The Troll A platform rocks like a boat as North Sea waves pound its four gigantic concrete legs, but monitors inside the control room show a steady flow of natural gas continues unabated — enough to meet the needs of 10 million homes in Europe.
Norway is on track for record gas production this year after Statoil ASA put an end to technical issues that limited Troll’s capacity. And deep within the windswept jumble of pipes and machinery that top the platform 65 kilometers (40 miles) off the Nordic nation’s coast, two newly installed compressors stand ready to maintain the field’s unequaled capacity well into the next decade.
“These compressors provide an extra muscle, they strengthen the Norwegian gas machine,” Grete Haaland, senior vice president for asset management at Statoil’s marketing, midstream and processing business unit, said in a presentation on the Troll platform Wednesday. “They increase Troll’s ability to deliver more gas in the short and long term. That’s extremely important for us.”
Statoil is investing in its biggest gas field as the opportunity, but also the competition, expands in Europe. Demand in the region is growing for the first time in years, while safety concerns constrain output at its biggest onshore gas field. At the same time, prices are under pressure as Russia boosts shipments and increasing numbers of liquefied natural gas cargoes arrive from the Middle East and Africa.
Statoil’s Troll gas field is a monster by any definition. It’s Norway’s biggest field, accounting for almost a third of gas production and 48 percent of remaining reserves, underpinning its position as Europe’s biggest supplier after Russia. Its platform — the tallest structure to have ever been moved by human beings — can deliver 120 million cubic meters of gas each day. Compressor breakdowns that reduced production have been resolved, Statoil said, helping the country to increase output again.

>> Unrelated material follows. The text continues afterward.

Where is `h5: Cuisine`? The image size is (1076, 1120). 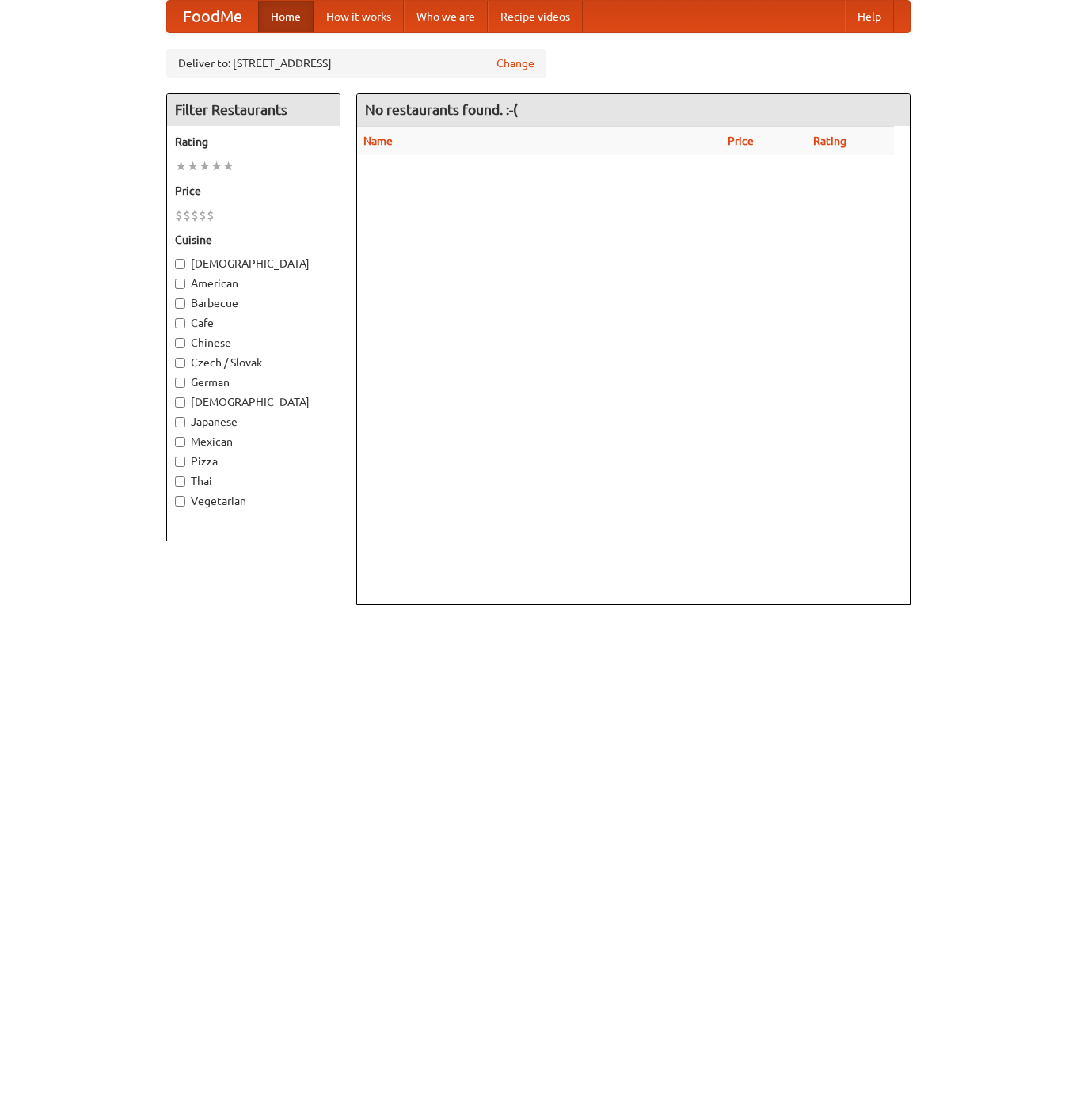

“Norwegian gas exports will most likely reach a new record this calendar year,” said Kjell Larsen, a spokesman for Gassco AS, the operator of Norway’s offshore pipeline network.
The nation has pumped 84.6 billion cubic meters of gas so far this year, exceeding forecasts by about 12 percent, according to figures from the Norwegian Petroleum Directorate. Even if production fell back in line with NPD forecasts for the fourth quarter, total output this year would reach 116.5 billion cubic meters, beating the 2012 record of 114.7 billion.
The unexpected growth is the result of improved reliability offshore, notably on Troll, whose compressor problems affected gas production in 2013 and 2014.
“This is a closed chapter,” Troll field director Oeivind Stamnes said in an interview. “We will prevent this from happening again.” Troll will produce about 33 billion cubic meters of gas this year, Stamnes said. That’s 14 percent more than last year, according to NPD figures.
“Troll had a couple of tough years, but they have now resolved problems with compressors,” said Trevor Sikorski, head of natural gas, coal and carbon at Energy Aspects Ltd. Norway will produce 116 billion to 117 billion cubic meters of gas this year, about 9 percent more than the NPD’s forecast at the beginning of the year, the consultant estimates.
Norway’s gas exports to Europe through pipelines jumped 9 percent to a record 107.4 billion cubic meters in the 12 months through Sept. 30, according to Gassco. The Nordic nation and its Russian competitor are increasing shipments into an expanding market this year as demand growth accelerates and the region’s own output falls.
Gas consumption in industrialized nations in Europe is expected to start a recovery this year and rise on average 1.5 percent annually through 2020, driven by the power industry, according to the International Energy Agency. That would end four consecutive years of decline through 2014, data from lobby group Eurogas show.
At the same time, production at the Groningen field in the Netherlands has been capped to prevent earth tremors, creating a 12.5 billion-cubic-meter supply shortfall over the year, said Thierry Bros, an analyst at Societe Generale SA.
There is no guarantee the market for Norway’s gas will expand. Europe has more LNG arriving by ship from places such as Qatar and strong Russian flows, Sikorski said. That combination is reducing prices and in the coming of years “it will be interesting to see how Russian and Norwegian gas flows respond,” he said.
Troll’s new compressors are a bet that Europe will continue to buy Norwegian gas. The machines aren’t intended to boost Troll’s current capacity, which is about 130 million cubic meters a day including gas from the B and C platforms, Stamnes said. Rather, they will ensure Troll A retains its capacity until the middle of the 2020s, allowing an extra 83 billion cubic meters of reserves to be extracted from the field.
Norway already exports more gas than oil, according to the NPD. The nation’s gas reserves of 1,922 billion cubic meters are equivalent to 1.9 billion cubic meters of oil, more than double its remaining oil reserves of 786 million cubic meters.
“We will have a petroleum and energy minister in Norway for another 50 years,” the current holder of the position, Tord Lien, said at a seminar last week in Oslo. “That person’s title may well be gas minister.”